What is more critical is that such systems may include both the traditional cognitive skills provided by discipline-oriented institutions as well as the softer skills needed in the workplace.

Traditionally, graduates expected that their academic portfolio including diplomas, resumes, micro-credits and similar credentials provided the stamp needed to gain entrance into the labour market. The new system rapidly scans for employer needs so the traditional portfolio becomes support and validation rather than a ‘ticket’ for entry. The jobseeker of the past will now become the sought.

Changes in teaching staff and qualifications

The ramifications for colleges and universities are significant. While not yet fully recognised and confronted, there is a shift taking place, which can particularly be seen in the United States. The number of traditional tenure track faculty is diminishing and the number of ‘at will’ faculty, primarily involved in teaching, is increasing.

While there is strong recognition and support for academic research and scholarly activities, institutional hiring practices demonstrate that there is a decreasing need for people to fulfil traditional academic roles and an increasing need to employ faculty to extend basic education skills beyond those acquired in secondary schools.

This becomes increasingly problematic as teachers in secondary schools gain credentials that are arguably equivalent to those provided by post-secondary institutions.
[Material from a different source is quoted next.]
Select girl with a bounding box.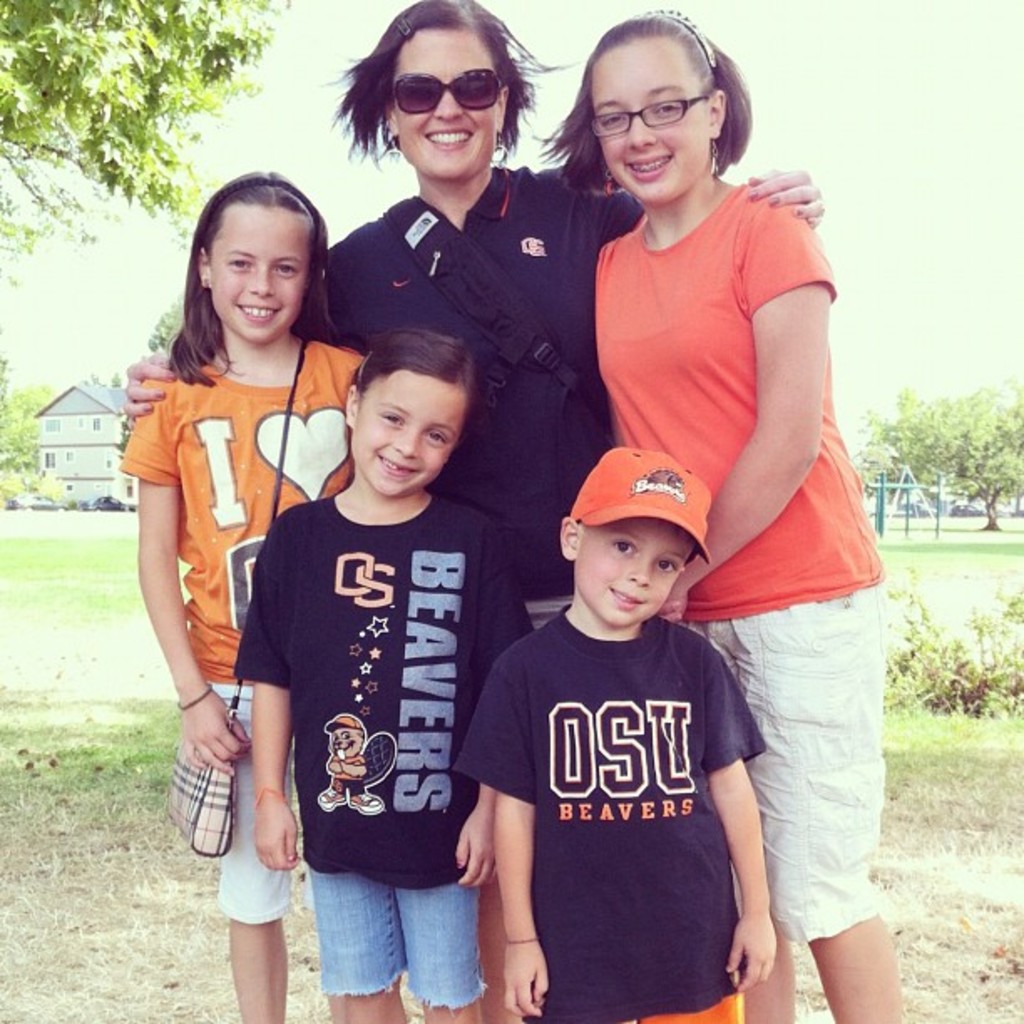
x1=530, y1=8, x2=902, y2=1022.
Additionally, there are numerous programmes providing credentials that are increasingly being accepted by colleges and universities as credits towards diplomas.

In other words, universities’ ‘rent-seeking’ hegemony over required courses is being subverted. In a sense, the shift in hiring practices towards lower-cost non-tenure track faculty is almost an unconscious response to the needs of students and to emerging alternative ways of acquiring credit.

This problem may shortly become more serious as the world of employment begins to adopt, at a greater rate, the methods for hiring discussed above. Increasingly, there are alternative credentials being acquired that aren’t tied to or part of college or university diplomas.

Additionally, many of these skills are better validated by experience and are thus not best communicated in traditional resume and diploma formats. These can often be identified by large datasets manifest by psychometric testing such as ‘gamification’.

So, in addition to the growth in alternative credentials, the college or university diploma, essentially an entrance identifier to the world of work and civic life, has seen its cachet diminished or repositioned in a more competitive world.

This should be of considerable concern to educational systems globally, particularly universities and colleges in the developing world that are rushing headlong to adopt the models of the developed world that are now under increasing transformational pressures themselves.

One of the emergent and expanding directions for post-secondary education, long the domain of some graduate programmes, is ‘competency-based’ certification. In its basic form it defines an area, mutually establishes competencies to be attained by individuals and then allows students to move as rapidly as they wish without the constraints of traditional credit hours.

One such programme is that offered by the private company, Straighterline, which has a basic fee for mastering materials certified by third parties and acceptable for transfer to a number of traditionally accredited colleges and universities to be applied to a diploma or degree.

Other traditional universities at both the graduate and undergraduate levels are moving in a similar direction and at fixed prices that are substantively cheaper than the traditional tuition model.

Most of these programmes are non-campus based. This lowers overheads. At its core it is a restructuring of the whole teaching process. These institutions and programmes depend more on highly competent faculty working with students and fewer faculty engaged in the traditional research role. Universities are being deconstructed and their missions are changing fast.